• [WHAT YOU SHOULD DO] Take the lines in the listing below from the line with "reading: 210 °C" up to and including the line with "reading: 1.4 cm" and set them down exactly, skipping pictures and adding nothing.

• [RECORDS FOR THIS TASK]
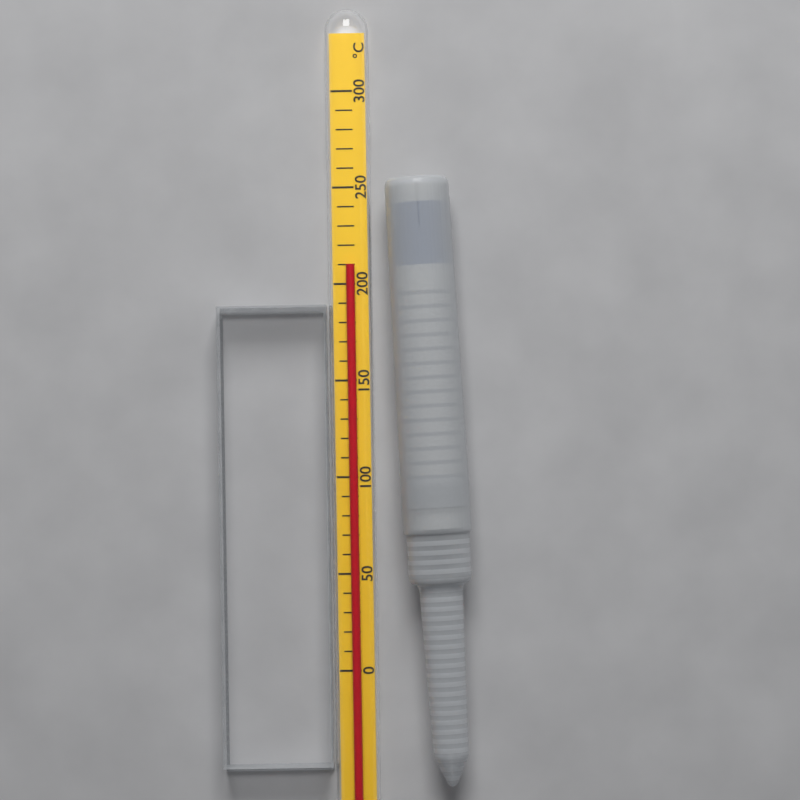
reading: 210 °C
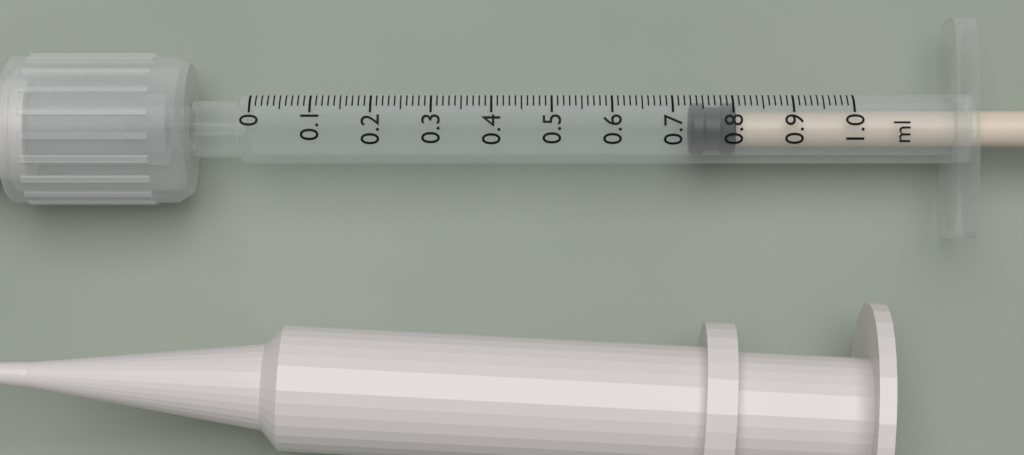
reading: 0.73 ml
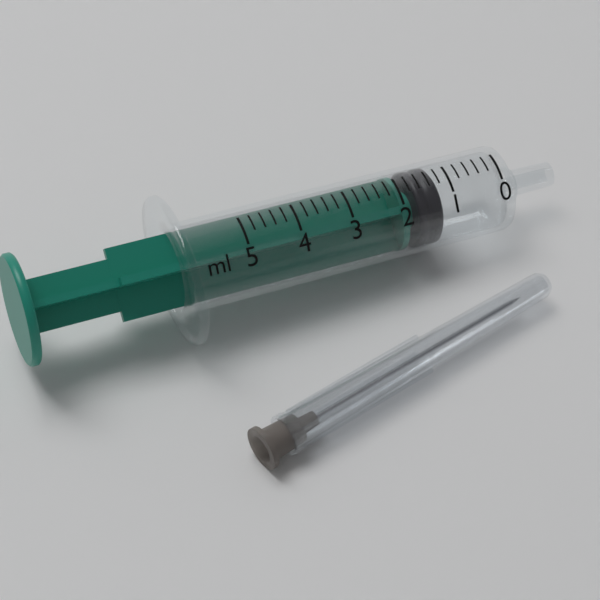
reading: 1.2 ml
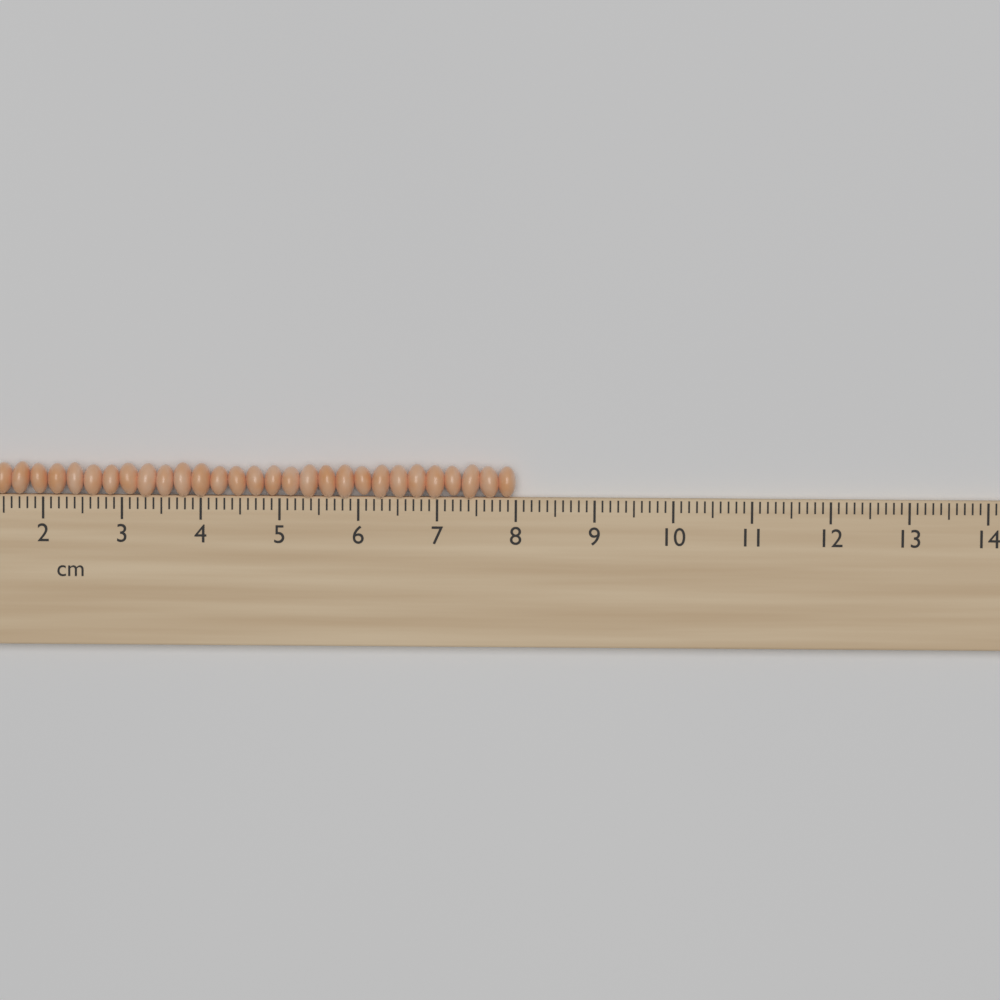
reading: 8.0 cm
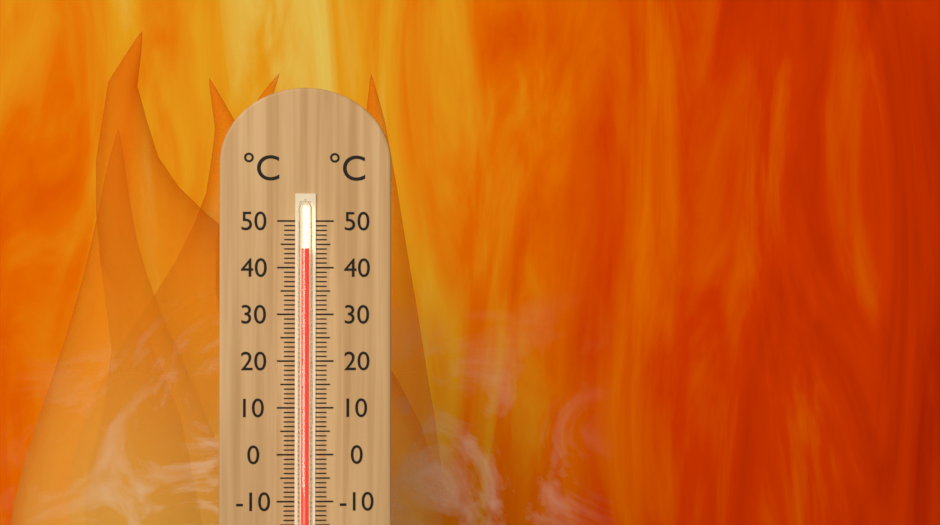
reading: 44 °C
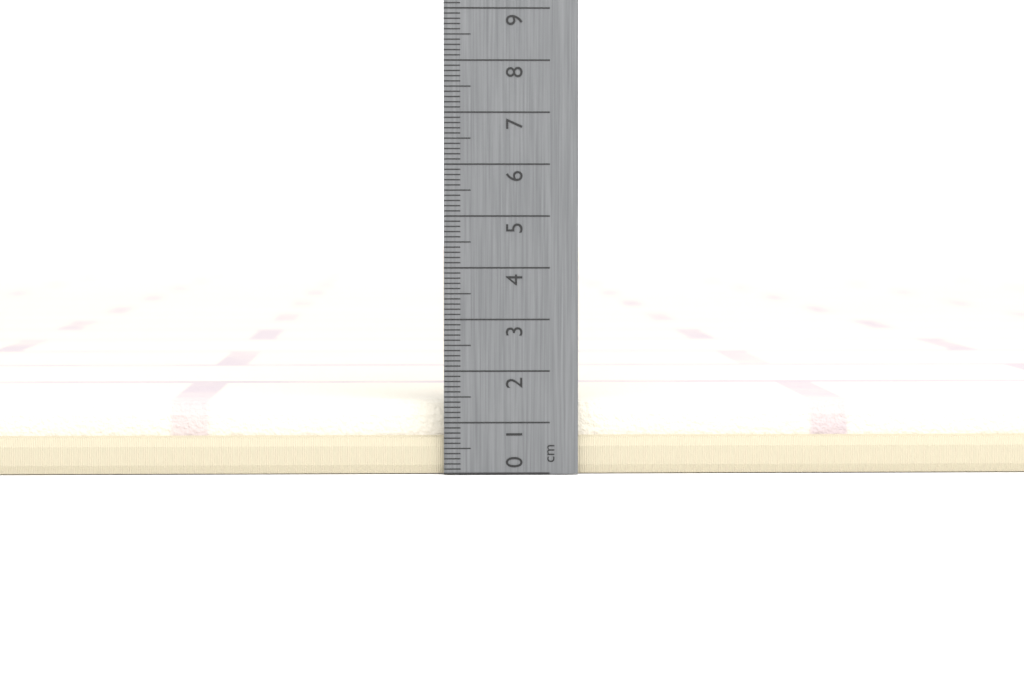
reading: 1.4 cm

...

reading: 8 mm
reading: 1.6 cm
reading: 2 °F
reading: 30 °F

• [PROBLEM SOLUTION]
reading: 210 °C
reading: 0.73 ml
reading: 1.2 ml
reading: 8.0 cm
reading: 44 °C
reading: 1.4 cm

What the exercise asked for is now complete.